At the door now, he strode forward, pushing the bar of the door to open it.  There was an echoing metallic crash as he pushed the bar, then his momentum carried him into the door, which remained stubbornly closed.  He stopped short, not quite bouncing his head off the glass of the door, but clearly not expecting it to remain closed.

I continued to walk forward, closing the gap as he struggled internally.  He pushed again.  The door bar clashed but the door itself remained closed.  My mind summoned up the image of an old Gary Larson "Farside" cartoon.  There is a brick building with a large door in the center.  To the right is a sign that reads "Midvale, School for the Gifted".  A boy with short red hair is pushing hard against the door with his right hand, holding a school book in his left.  He is leaning against the door.  In the center of the door is a sign that says "Pull".  I stifled a grin.

I glanced to the right of the door as I neared him in his exertions.  A small bulb on a security pad linked to the door lit red, signifying the door was still locked.  I knew that when i came abreast of it, it would twinkle green and red, accompanied by a barely audible click, signifying the door was unlocked .  It would remain so for about 15 seconds before timing out and relocking, the light returning to steady red. 

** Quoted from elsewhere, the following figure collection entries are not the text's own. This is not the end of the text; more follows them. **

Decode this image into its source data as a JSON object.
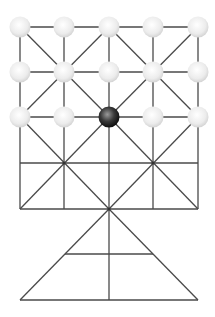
{
  "game": {
    "name": "board",
    "grid": {
      "cols_x": [
        20,
        64,
        109,
        153,
        198
      ],
      "rows_y": [
        27,
        72,
        117,
        163,
        209
      ]
    },
    "triangle": {
      "apex": [
        109,
        209
      ],
      "mid_y": 254,
      "mid_x": [
        65,
        153
      ],
      "base_y": 300,
      "base_x": [
        20,
        198
      ]
    },
    "colors": {
      "line": "#4a4a4a",
      "white_piece": "#efefef",
      "black_piece": "#2a2a2a",
      "background": "#ffffff"
    },
    "white_pieces": [
      [
        0,
        0
      ],
      [
        1,
        0
      ],
      [
        2,
        0
      ],
      [
        3,
        0
      ],
      [
        4,
        0
      ],
      [
        0,
        1
      ],
      [
        1,
        1
      ],
      [
        2,
        1
      ],
      [
        3,
        1
      ],
      [
        4,
        1
      ],
      [
        0,
        2
      ],
      [
        1,
        2
      ],
      [
        3,
        2
      ],
      [
        4,
        2
      ]
    ],
    "black_pieces": [
      [
        2,
        2
      ]
    ]
  }
}
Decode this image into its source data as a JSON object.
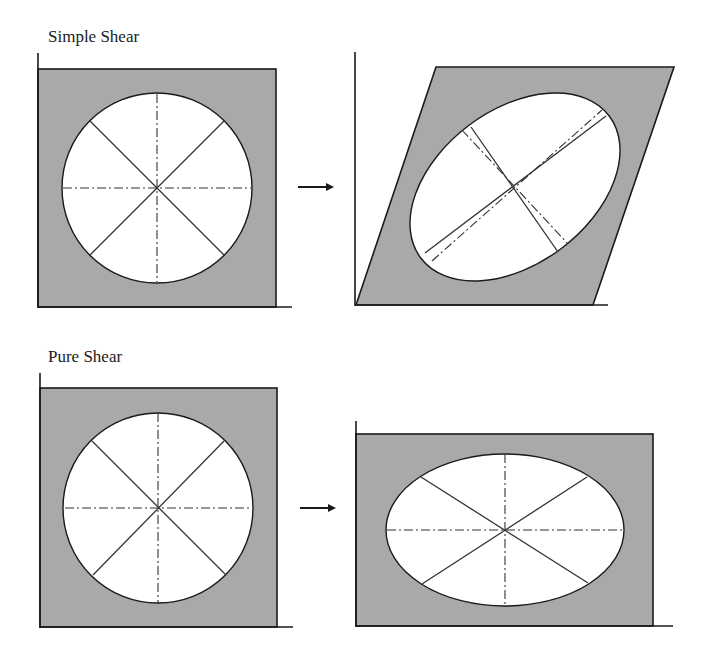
{
  "labels": {
    "simple_shear": "Simple Shear",
    "pure_shear": "Pure Shear"
  },
  "colors": {
    "fill_gray": "#a9a9a9",
    "stroke": "#1a1a1a",
    "ellipse_fill": "#ffffff",
    "background": "#ffffff"
  },
  "panels": [
    {
      "id": "simple-shear-before",
      "shape": "square",
      "strain_marker": "circle",
      "axes": "solid diagonals + dash-dot horizontal/vertical"
    },
    {
      "id": "simple-shear-after",
      "shape": "parallelogram",
      "strain_marker": "rotated ellipse",
      "axes": "solid principal axes + dash-dot rotated axes"
    },
    {
      "id": "pure-shear-before",
      "shape": "square",
      "strain_marker": "circle",
      "axes": "solid diagonals + dash-dot horizontal/vertical"
    },
    {
      "id": "pure-shear-after",
      "shape": "rectangle",
      "strain_marker": "horizontal ellipse",
      "axes": "solid diagonals + dash-dot horizontal/vertical"
    }
  ],
  "arrows": [
    {
      "from": "simple-shear-before",
      "to": "simple-shear-after",
      "glyph": "arrow-right"
    },
    {
      "from": "pure-shear-before",
      "to": "pure-shear-after",
      "glyph": "arrow-right"
    }
  ]
}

Before I could reach the door, the man turned and, looking up, registered there was a witness to his impotent attempts at egress.  I opened my mouth to tell him I'd let him out, but before I could do so, he finished his turn, striding back the way he'd come, and quickly sputtered, "I gotta go find Rohan," as if in answer to my unspoken question regarding his about-face.

I wanted to answer, "Were you looking for him outside?  Cause what it LOOKED like you were doing. . . is trying to leave the building."  But i didn't.  I didn't really acknowledge his comment one way or the other.  I didn't know the guy.  Why did he feel it was necessary to cover his thwarted door attempts by making an excuse about having to go see someone (or he'd TOTALLY have kicked that door's ass) to me?  I didn't know, but it made me want to laugh anyway.

The red light twinkled green and red and I pushed the door bar.  It crashed internally, again echoing hollowly in the lobby before the door smoothly opened and I was outside in the sunshine.  The door clicked shut behind me and I chuckled aloud.

The man was too ashamed of his own failure to use the open door I offered to effect his own escape.  Perhaps if he hadn't dropped the Rohan-alibi he could still have walked out the door behind me without losing face.  But he had.  Leaving the building right behind me would no doubt have required ANOTHER lie like. . . "They said he's outside by my car," or worse.  He may have spent the night in the building.  I'm not sure.